In silence, he handed it over and she made a very shallow cut on Taye’s palm and sealed her own injured hand to it. Fear trickled in her veins, ice and sorrow. No dialysis machine here. She didn’t start slow; there was no time. Gillie opened her healing to him like throttling back on a motorcycle, and his sickness slammed her.
Christ. How did he survive this? The stupid bastard let it get to terminal stages.
Agony spiked into her stomach, and then the blackness seeped into her veins. Her vision flickered—she’d never attempted to save anyone so far gone before. But she wouldn’t give up.
If only one of us walks away, let it be him.
Through a veil of tears, she gazed up at Dunn. “Whatever happens, don’t let me stop touching him . . . even if I waver, even if I fall. Do you
understand
?”
The bounty hunter nodded. He knelt, cupping his hands over hers, and that was enough. At long last, the shadows took her in a whisper of leathery wings.
CHAPTER 27
The door opened
and closed. Tanager had chosen this chair so he wouldn’t see her right away.
Not very feng shui, traitor.
“You were clever,” she said.
She had been sitting here for over two hours, lying in wait. It was dark in the apartment—nice place, after what he’d done, he ought to live in squalor—and her words visibly startled the man who had just come home. She barely made out his shape in the shadows, but she didn’t need light to see justice done. She had been right, before, before Mockingbird called her away.
But it was time now.
Finally, Kes. God, I’m sorry it took so long.
“I take it you found the leak.” He dropped his keys into a bowl on the table to the left of the door, weariness lacing his voice.
“Bingo.”
“I wondered if anyone would ever catch me. Mockingbird had you following the wrong people for ages.”

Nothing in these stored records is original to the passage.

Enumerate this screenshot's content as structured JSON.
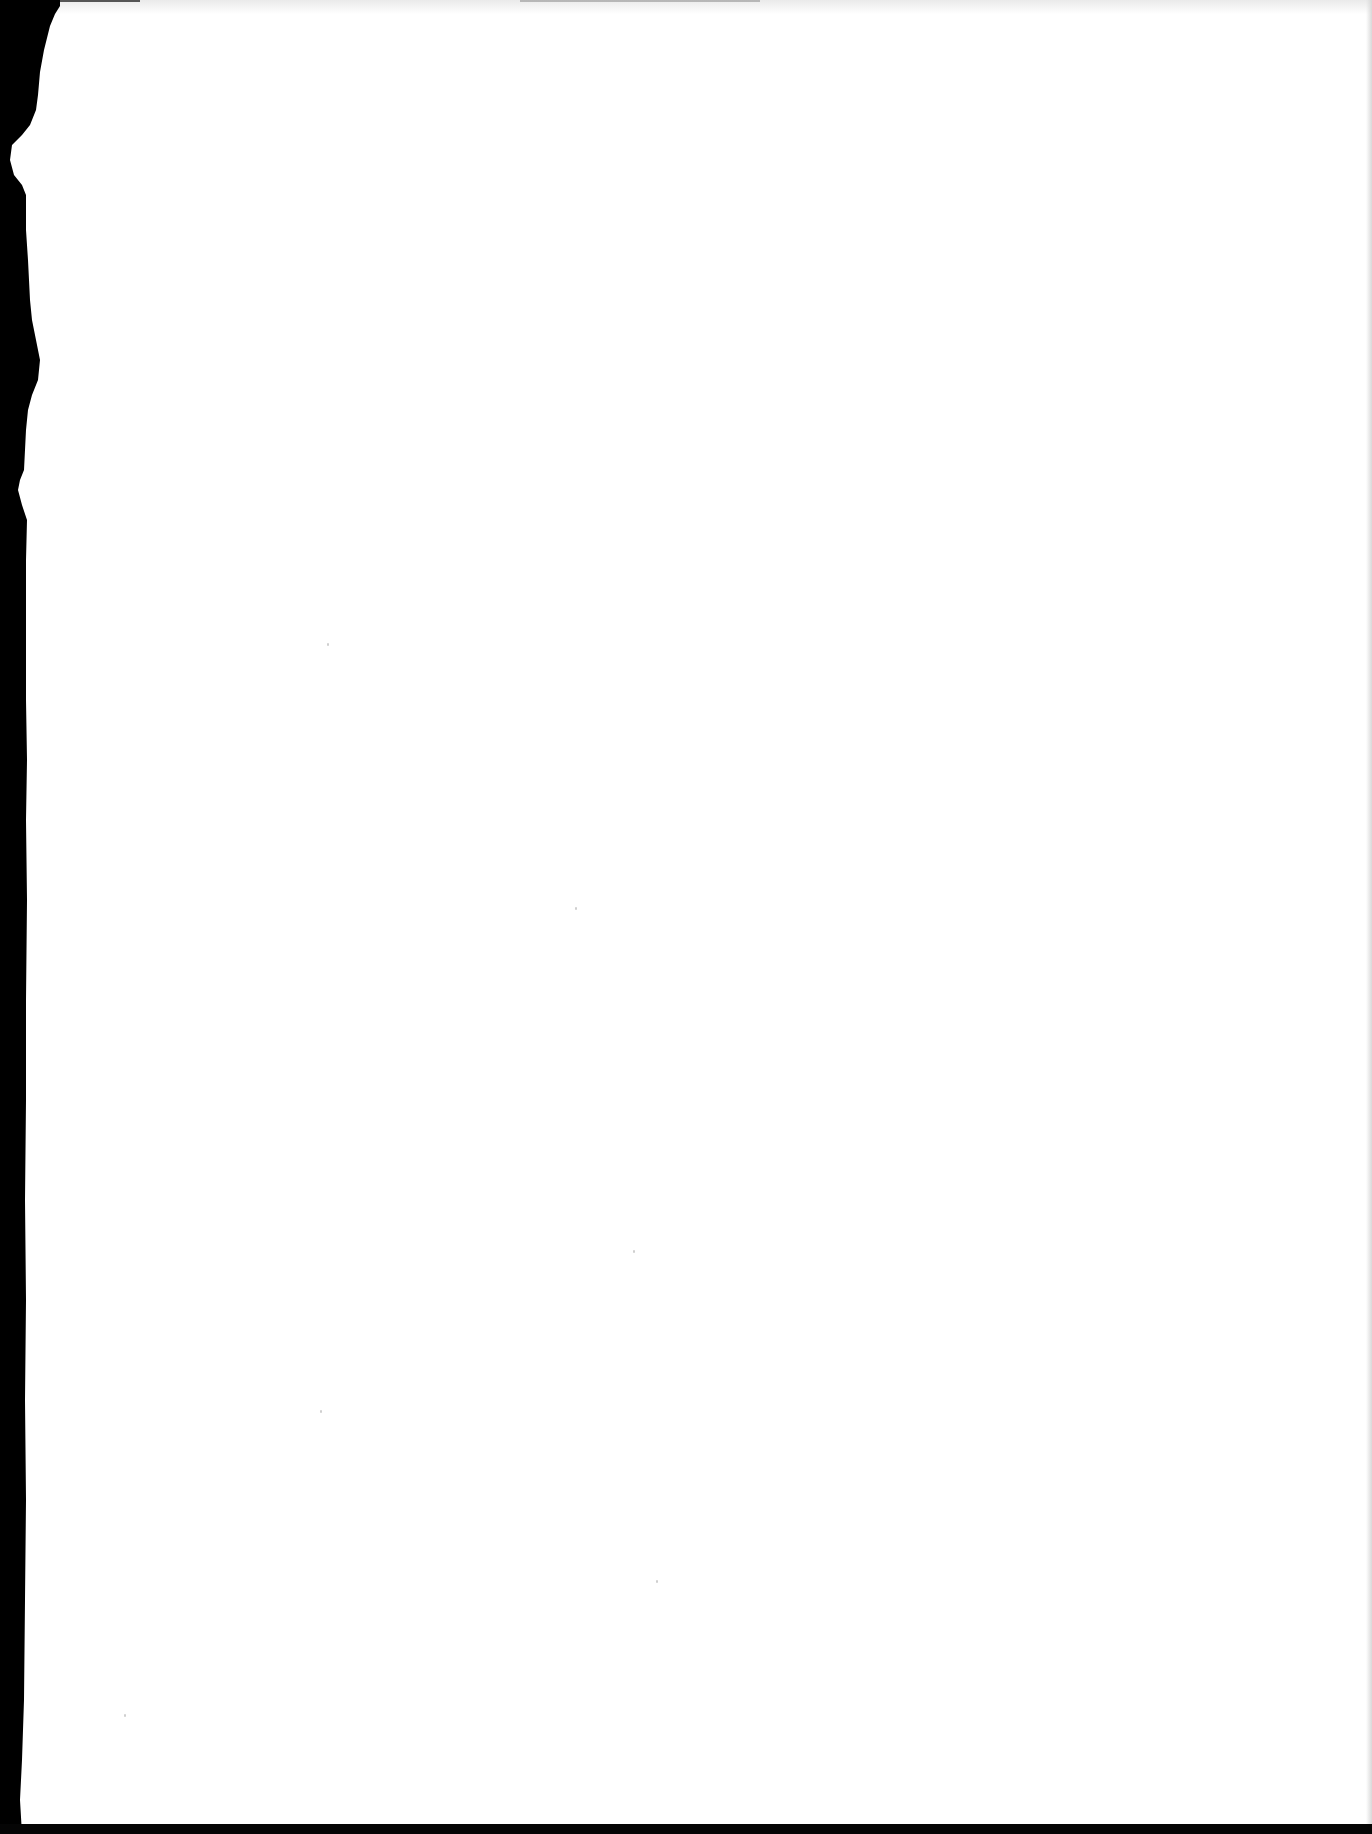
{
  "document": {
    "type": "scanned-page",
    "text": "",
    "paper_color": "#ffffff",
    "edge_color": "#000000",
    "content_present": false
  }
}
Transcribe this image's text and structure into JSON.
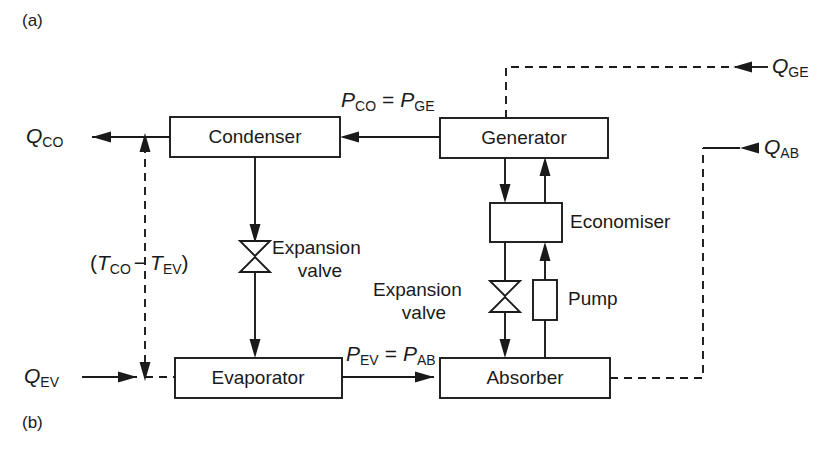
{
  "figure": {
    "panel_a_label": "(a)",
    "panel_b_label": "(b)",
    "type": "process-flow-diagram"
  },
  "blocks": [
    {
      "id": "condenser",
      "label": "Condenser"
    },
    {
      "id": "generator",
      "label": "Generator"
    },
    {
      "id": "economiser",
      "label": "Economiser"
    },
    {
      "id": "evaporator",
      "label": "Evaporator"
    },
    {
      "id": "absorber",
      "label": "Absorber"
    },
    {
      "id": "pump",
      "label": "Pump"
    }
  ],
  "components": {
    "expansion_valve_left_line1": "Expansion",
    "expansion_valve_left_line2": "valve",
    "expansion_valve_right_line1": "Expansion",
    "expansion_valve_right_line2": "valve",
    "economiser_label": "Economiser",
    "pump_label": "Pump"
  },
  "heat_flows": {
    "q_co": {
      "base": "Q",
      "sub": "CO",
      "direction": "out-left"
    },
    "q_ev": {
      "base": "Q",
      "sub": "EV",
      "direction": "in-left"
    },
    "q_ge": {
      "base": "Q",
      "sub": "GE",
      "direction": "in-right"
    },
    "q_ab": {
      "base": "Q",
      "sub": "AB",
      "direction": "out-right"
    }
  },
  "pressure_labels": {
    "top": {
      "left_base": "P",
      "left_sub": "CO",
      "eq": "=",
      "right_base": "P",
      "right_sub": "GE"
    },
    "bottom": {
      "left_base": "P",
      "left_sub": "EV",
      "eq": "=",
      "right_base": "P",
      "right_sub": "AB"
    }
  },
  "temperature_label": {
    "open": "(",
    "left_base": "T",
    "left_sub": "CO",
    "minus": "−",
    "right_base": "T",
    "right_sub": "EV",
    "close": ")"
  },
  "colors": {
    "ink": "#1a1a1a",
    "background": "#ffffff"
  }
}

“Oh, I know, trust me.” She tapped one long, black fingernail against the sole of her boot. “And see, that’s the thing. It wasn’t until I started asking myself, who has access, who could’ve done this, that I first looked in your direction. Why would you betray us like that? Apart from that one breach of trust, you worked tirelessly to shut them down. Problem was, you left no trail, so I had supposition, not proof. You hate the Foundation
so
much—I couldn’t figure your angle.”
He propped himself against the wall. “Did you work it out?”